If you pay any attention to optometry social media groups or listen to many of the speakers in the optometry arena it’s easy to think that when it comes to practice bigger is always better. I’ve read so many articles explaining how to squeeze 5 or 10 more patients in your day by maximizing efficiency. While being efficient is important for any practice, for many, myself included, seeing that many patients in a day is nightmare fuel. Are doctors like me doomed to failure? I would answer a resounding NO! Just as there are benefits to building bigger there are also benefits to staying small and you should not let trying to keep up with the Dr. Joneses lead to practicing bigger than works for you. Going smaller can allow you to both create space in your life and increase your satisfaction in practice.
What do I mean by going small? A small schedule is one that allows for no more than 2-3 patients per hour and/or seeing patients a maximum of 3-4 days per week. Basically going small means fewer days and/or fewer patients and if you are feeling exhausted, stressed and burned out, it can be a game changer.
How does a practice stay small, without sacrificing net or stagnating growth? With fewer patients seen each week maximizing revenue per exam becomes even more important. A focus on a premier experience for patients as well as the addition of specialties such as dry eye and myopia management; premium frame and lens offerings; focusing on maximizing patient insurance benefits; and continual training and support of the practice team are all ways to ensure your per exam revenue stays strong.
Consolidate Patient Schedule
Who can succeed by going small? Let’s consider two different practice scenarios. Practice one is a recent cold start or maybe they are 5-6 years young and still in an early growth phase. Practice one starts “going small” by grouping patients into fewer days. Instead of 6 patients spread through the day and five days a week, those 30 patients can be seen in 2.5-3 days of patient care. This can yield several benefits. In fewer days per week less staff is needed on days with no patient care, the owner has time to do community engagement outside of the office, and space is created -space for time with family, friends and for having fun.
Once you fill those 2.5-3 days per week you can decide what the next step looks like as you become more like practice two.
Consider an Associate
Practice two is booked out 3-4 weeks, maybe the owner is stressed and quickly burning out and needs to make a change but they also want to continue to grow. This owner has two good options for getting, or staying “small.” The first option would be to consider hiring an associate. Remember small in this context means keeping a schedule small, not necessarily keeping your practice at a small gross. Speaking to a practice consultant may help you decide if it makes sense for your goals.
Be Selective About Managed Care
The second option for practice two to consider is to start dropping vision plans. Fewer vision plans accepted will decrease demand allowing for a smaller schedule but generally the change will increase per exam revenue. At some point they can consider doing both!
Why consider going small? Patients can also benefit when practices go small. In my practice having a small schedule has had several positives. I have more time with each patient, often spending 15-20 minutes with each person after my technician completes their initial testing. This means more time for education and more comprehensive patient education has translated into patients being more likely to follow my recommendations, better compliance to prescribed treatments, increased capture in specialty care as well as in our optical and ultimately an increase in per exam revenue.
Obviously going small is not for every owner or every practice, just like seeing 50 patients a day isn’t for everyone. A great thing about our profession is that we get to decide what type of practice works for the life we want and we can be successful with whatever we choose.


YOUR GOAL
Among the entries that follow, how many lines contain the string "Offer"? Answer with that number only.
◆ ◆ ◆ ◆ ◆
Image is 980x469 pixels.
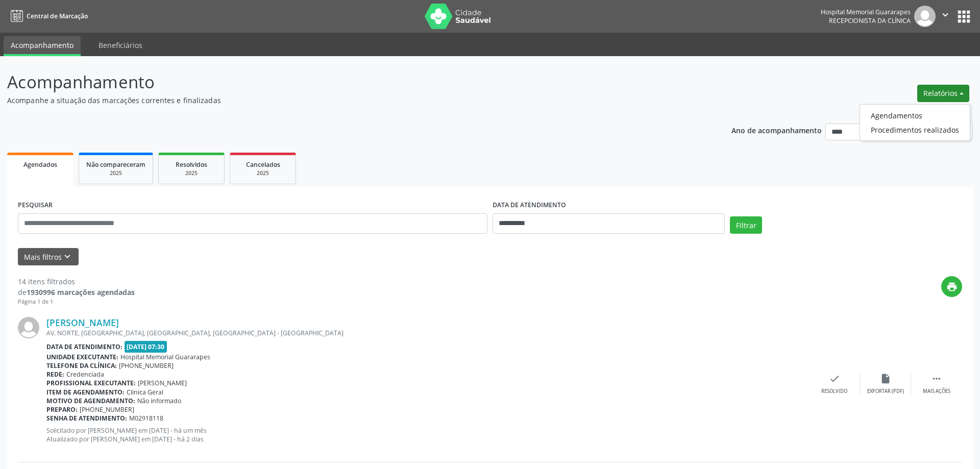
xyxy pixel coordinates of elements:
span: [PHONE_NUMBER] [119,362,174,370]
img: img [18,317,39,339]
strong: 1930996 marcações agendadas [27,288,134,297]
span: [PERSON_NAME] [138,379,187,387]
span: Cancelados [245,160,280,169]
span: Não informado [137,396,181,405]
i:  [930,373,942,385]
span: Clinica Geral [127,387,163,396]
a: [PERSON_NAME] [46,317,119,328]
span: Credenciada [66,370,105,379]
div: 2025 [86,170,146,177]
i:  [940,10,950,20]
p: Acompanhamento [7,69,683,95]
div: 2025 [166,170,217,177]
a: Beneficiários [91,36,150,54]
span: M02918118 [129,414,163,423]
b: Item de agendamento: [46,387,125,396]
a: Acompanhamento [4,36,81,57]
b: Telefone da clínica: [46,362,117,370]
label: PESQUISAR [18,198,53,213]
div: Resolvido [821,387,847,395]
button: Filtrar [730,217,761,234]
b: Rede: [46,370,64,379]
div: 14 itens filtrados [18,276,134,287]
div: 2025 [237,170,289,177]
p: Acompanhe a situação das marcações correntes e finalizadas [7,95,683,106]
span: Resolvidos [175,160,207,169]
b: Senha de atendimento: [46,414,127,423]
span: Central de Marcação [27,12,88,20]
div: AV. NORTE, [GEOGRAPHIC_DATA], [GEOGRAPHIC_DATA], [GEOGRAPHIC_DATA] - [GEOGRAPHIC_DATA] [46,329,808,338]
div: Página 1 de 1 [18,297,134,306]
b: Preparo: [46,405,78,414]
i: check [828,373,840,385]
button: apps [954,8,972,26]
span: Não compareceram [86,160,146,169]
span: Recepcionista da clínica [828,16,910,25]
b: Unidade executante: [46,353,118,362]
span: Hospital Memorial Guararapes [121,353,210,362]
span: Agendados [23,160,58,169]
label: DATA DE ATENDIMENTO [492,198,566,213]
b: Data de atendimento: [46,342,123,351]
button: print [941,276,962,297]
b: Profissional executante: [46,379,136,387]
i: print [945,281,957,293]
i: keyboard_arrow_down [61,251,73,262]
span: [DATE] 07:30 [125,340,168,353]
div: Hospital Memorial Guararapes [821,8,910,16]
span: [PHONE_NUMBER] [80,405,134,414]
p: Ano de acompanhamento [731,124,822,136]
button:  [935,6,954,27]
b: Motivo de agendamento: [46,396,135,405]
p: Solicitado por [PERSON_NAME] em [DATE] - há um mês Atualizado por [PERSON_NAME] em [DATE] - há 2 ... [46,426,808,443]
button: Mais filtroskeyboard_arrow_down [18,248,79,266]
button: Relatórios [917,84,968,102]
div: de [18,287,134,297]
img: img [914,6,935,27]
div: Mais ações [922,387,950,395]
div: Exportar (PDF) [867,387,903,395]
a: Central de Marcação [7,8,88,25]
i: insert_drive_file [879,373,891,385]
a: Procedimentos realizados [860,123,969,137]
ul: Relatórios [859,105,969,141]
a: Agendamentos [860,108,969,123]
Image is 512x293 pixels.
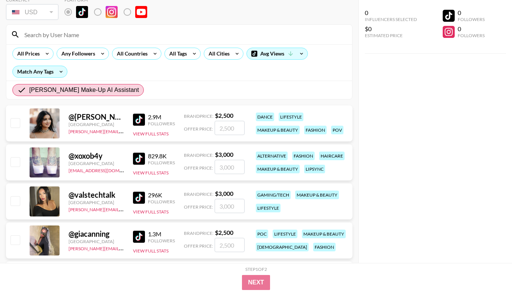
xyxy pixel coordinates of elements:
[458,25,485,33] div: 0
[69,229,124,238] div: @ giacanning
[295,190,339,199] div: makeup & beauty
[184,243,213,248] span: Offer Price:
[365,16,417,22] div: Influencers Selected
[69,205,215,212] a: [PERSON_NAME][EMAIL_ADDRESS][PERSON_NAME][DOMAIN_NAME]
[57,48,97,59] div: Any Followers
[365,25,417,33] div: $0
[458,33,485,38] div: Followers
[165,48,188,59] div: All Tags
[148,152,175,160] div: 829.8K
[256,203,281,212] div: lifestyle
[184,165,213,171] span: Offer Price:
[6,3,58,21] div: Currency is locked to USD
[69,112,124,121] div: @ [PERSON_NAME].reghuram
[365,9,417,16] div: 0
[458,16,485,22] div: Followers
[184,191,214,197] span: Brand Price:
[215,229,233,236] strong: $ 2,500
[215,160,245,174] input: 3,000
[7,6,57,19] div: USD
[184,126,213,132] span: Offer Price:
[148,121,175,126] div: Followers
[184,204,213,209] span: Offer Price:
[184,152,214,158] span: Brand Price:
[242,275,270,290] button: Next
[215,112,233,119] strong: $ 2,500
[69,199,124,205] div: [GEOGRAPHIC_DATA]
[69,166,144,173] a: [EMAIL_ADDRESS][DOMAIN_NAME]
[69,244,215,251] a: [PERSON_NAME][EMAIL_ADDRESS][PERSON_NAME][DOMAIN_NAME]
[133,114,145,126] img: TikTok
[256,229,268,238] div: poc
[133,170,169,175] button: View Full Stats
[184,113,214,119] span: Brand Price:
[215,199,245,213] input: 3,000
[64,4,153,20] div: List locked to TikTok.
[204,48,231,59] div: All Cities
[256,151,288,160] div: alternative
[215,151,233,158] strong: $ 3,000
[279,112,304,121] div: lifestyle
[148,238,175,243] div: Followers
[69,160,124,166] div: [GEOGRAPHIC_DATA]
[313,242,336,251] div: fashion
[273,229,298,238] div: lifestyle
[133,209,169,214] button: View Full Stats
[215,190,233,197] strong: $ 3,000
[256,126,300,134] div: makeup & beauty
[458,9,485,16] div: 0
[13,66,67,77] div: Match Any Tags
[20,28,348,40] input: Search by User Name
[69,190,124,199] div: @ valstechtalk
[106,6,118,18] img: Instagram
[148,199,175,204] div: Followers
[215,238,245,252] input: 2,500
[148,113,175,121] div: 2.9M
[69,238,124,244] div: [GEOGRAPHIC_DATA]
[215,121,245,135] input: 2,500
[365,33,417,38] div: Estimated Price
[304,165,325,173] div: lipsync
[302,229,346,238] div: makeup & beauty
[112,48,149,59] div: All Countries
[331,126,344,134] div: pov
[133,191,145,203] img: TikTok
[319,151,345,160] div: haircare
[135,6,147,18] img: YouTube
[133,248,169,253] button: View Full Stats
[256,112,274,121] div: dance
[148,191,175,199] div: 296K
[304,126,327,134] div: fashion
[148,160,175,165] div: Followers
[29,85,139,94] span: [PERSON_NAME] Make-Up AI Assistant
[133,230,145,242] img: TikTok
[148,230,175,238] div: 1.3M
[69,127,179,134] a: [PERSON_NAME][EMAIL_ADDRESS][DOMAIN_NAME]
[133,153,145,165] img: TikTok
[245,266,267,272] div: Step 1 of 2
[13,48,41,59] div: All Prices
[256,165,300,173] div: makeup & beauty
[256,242,309,251] div: [DEMOGRAPHIC_DATA]
[247,48,308,59] div: Avg Views
[133,131,169,136] button: View Full Stats
[76,6,88,18] img: TikTok
[292,151,315,160] div: fashion
[184,230,214,236] span: Brand Price:
[69,121,124,127] div: [GEOGRAPHIC_DATA]
[256,190,291,199] div: gaming/tech
[69,151,124,160] div: @ xoxob4y
[475,255,503,284] iframe: Drift Widget Chat Controller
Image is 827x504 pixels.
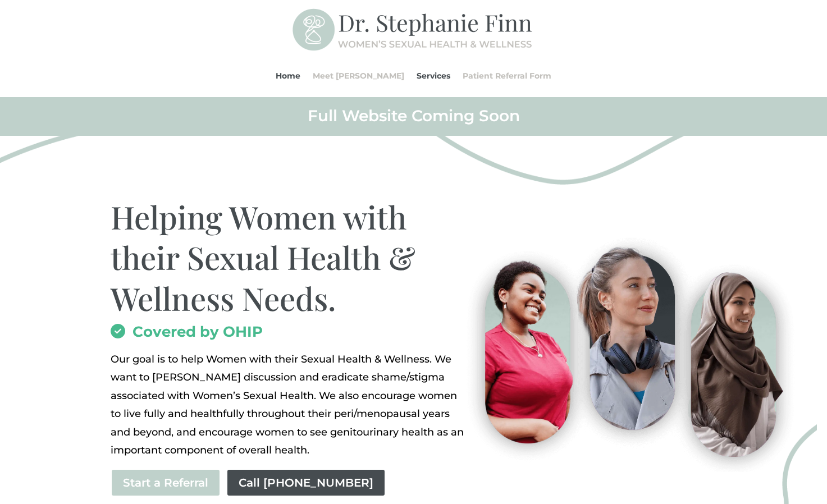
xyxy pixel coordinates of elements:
h2: Full Website Coming Soon [111,105,717,131]
a: Call [PHONE_NUMBER] [226,469,385,496]
h2: Covered by OHIP [111,324,468,345]
a: Meet [PERSON_NAME] [313,54,405,97]
a: Services [416,54,451,97]
p: Our goal is to help Women with their Sexual Health & Wellness. We want to [PERSON_NAME] discussio... [111,350,468,459]
a: Start a Referral [111,469,220,496]
h1: Helping Women with their Sexual Health & Wellness Needs. [111,197,468,324]
a: Home [276,54,301,97]
img: Visit-Pleasure-MD-Ontario-Women-Sexual-Health-and-Wellness [454,231,801,472]
div: Page 1 [111,350,468,459]
a: Patient Referral Form [463,54,551,97]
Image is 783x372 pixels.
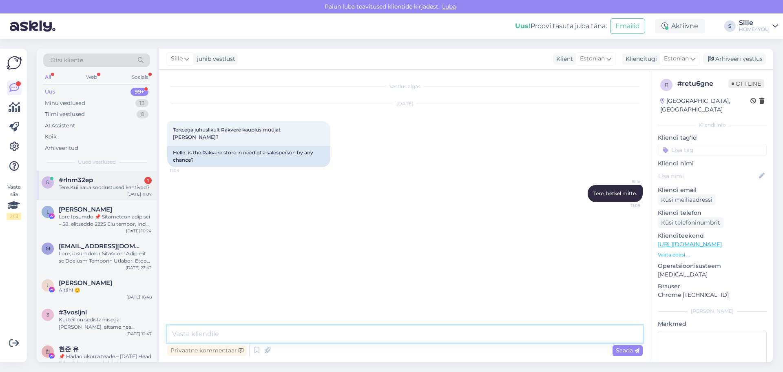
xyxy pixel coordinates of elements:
span: Linda Desmond Nkosi [59,206,112,213]
div: [DATE] 11:07 [127,191,152,197]
b: Uus! [515,22,531,30]
span: Estonian [664,54,689,63]
div: [GEOGRAPHIC_DATA], [GEOGRAPHIC_DATA] [660,97,750,114]
p: Märkmed [658,319,767,328]
div: [PERSON_NAME] [658,307,767,314]
p: Brauser [658,282,767,290]
span: Tere, hetkel mitte. [593,190,637,196]
div: Küsi telefoninumbrit [658,217,724,228]
input: Lisa nimi [658,171,757,180]
span: Saada [616,346,640,354]
img: Askly Logo [7,55,22,71]
p: [MEDICAL_DATA] [658,270,767,279]
span: 현 [45,348,50,354]
div: Kõik [45,133,57,141]
div: AI Assistent [45,122,75,130]
div: All [43,72,53,82]
div: Proovi tasuta juba täna: [515,21,607,31]
p: Kliendi tag'id [658,133,767,142]
span: Sille [610,178,640,184]
input: Lisa tag [658,144,767,156]
a: [URL][DOMAIN_NAME] [658,240,722,248]
span: meribelbrigitta@gmail.com [59,242,144,250]
p: Operatsioonisüsteem [658,261,767,270]
div: Klienditugi [622,55,657,63]
div: Socials [130,72,150,82]
div: Hello, is the Rakvere store in need of a salesperson by any chance? [167,146,330,167]
span: L [46,282,49,288]
div: Kliendi info [658,121,767,128]
span: #3vosljnl [59,308,87,316]
div: Aitäh! ☺️ [59,286,152,294]
div: 0 [137,110,148,118]
div: Web [84,72,99,82]
div: 13 [135,99,148,107]
div: Aktiivne [655,19,705,33]
a: SilleHOME4YOU [739,20,778,33]
span: 3 [46,311,49,317]
p: Chrome [TECHNICAL_ID] [658,290,767,299]
div: 1 [144,177,152,184]
div: Klient [553,55,573,63]
span: r [665,82,668,88]
p: Kliendi telefon [658,208,767,217]
div: 📌 Hädaolukorra teade – [DATE] Head kliendid, Oleme teie lehel tuvastanud sisu, mis [PERSON_NAME] ... [59,352,152,367]
div: Lore Ipsumdo 📌 Sitametcon adipisci – 58. elitseddo 2225 Eiu tempor, Incid utlabo etdol magn aliqu... [59,213,152,228]
div: [DATE] 10:24 [126,228,152,234]
div: [DATE] 16:48 [126,294,152,300]
span: Tere,ega juhuslikult Rakvere kauplus müüjat [PERSON_NAME]? [173,126,282,140]
span: Luba [440,3,458,10]
span: Otsi kliente [51,56,83,64]
div: [DATE] 23:42 [126,264,152,270]
div: Lore, ipsumdolor Sita4con! Adip elit se Doeiusm Temporin Utlabor. Etdo Magnaali Enimadminim 73.ve... [59,250,152,264]
p: Vaata edasi ... [658,251,767,258]
span: L [46,208,49,215]
span: #rlnm32ep [59,176,93,184]
div: S [724,20,736,32]
button: Emailid [610,18,645,34]
span: 11:04 [170,167,200,173]
span: Estonian [580,54,605,63]
div: HOME4YOU [739,26,769,33]
p: Kliendi nimi [658,159,767,168]
div: Tiimi vestlused [45,110,85,118]
div: Uus [45,88,55,96]
span: Liis Leesi [59,279,112,286]
span: r [46,179,50,185]
div: Arhiveeri vestlus [703,53,766,64]
div: [DATE] [167,100,643,107]
div: 99+ [131,88,148,96]
p: Kliendi email [658,186,767,194]
div: juhib vestlust [194,55,235,63]
div: Küsi meiliaadressi [658,194,716,205]
span: Sille [171,54,183,63]
span: 현준 유 [59,345,79,352]
span: m [46,245,50,251]
div: 2 / 3 [7,212,21,220]
span: 11:09 [610,202,640,208]
div: # retu6gne [677,79,728,89]
span: Uued vestlused [78,158,116,166]
div: [DATE] 12:47 [126,330,152,336]
div: Privaatne kommentaar [167,345,247,356]
div: Vaata siia [7,183,21,220]
div: Kui teil on sedistamisega [PERSON_NAME], aitame hea meelega. Siin saate broneerida aja kõneks: [U... [59,316,152,330]
div: Tere.Kui kaua soodustused kehtivad? [59,184,152,191]
div: Vestlus algas [167,83,643,90]
div: Minu vestlused [45,99,85,107]
p: Klienditeekond [658,231,767,240]
span: Offline [728,79,764,88]
div: Arhiveeritud [45,144,78,152]
div: Sille [739,20,769,26]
◆ ◆ ◆ ◆ ◆
EXERCISE SOLUTION
4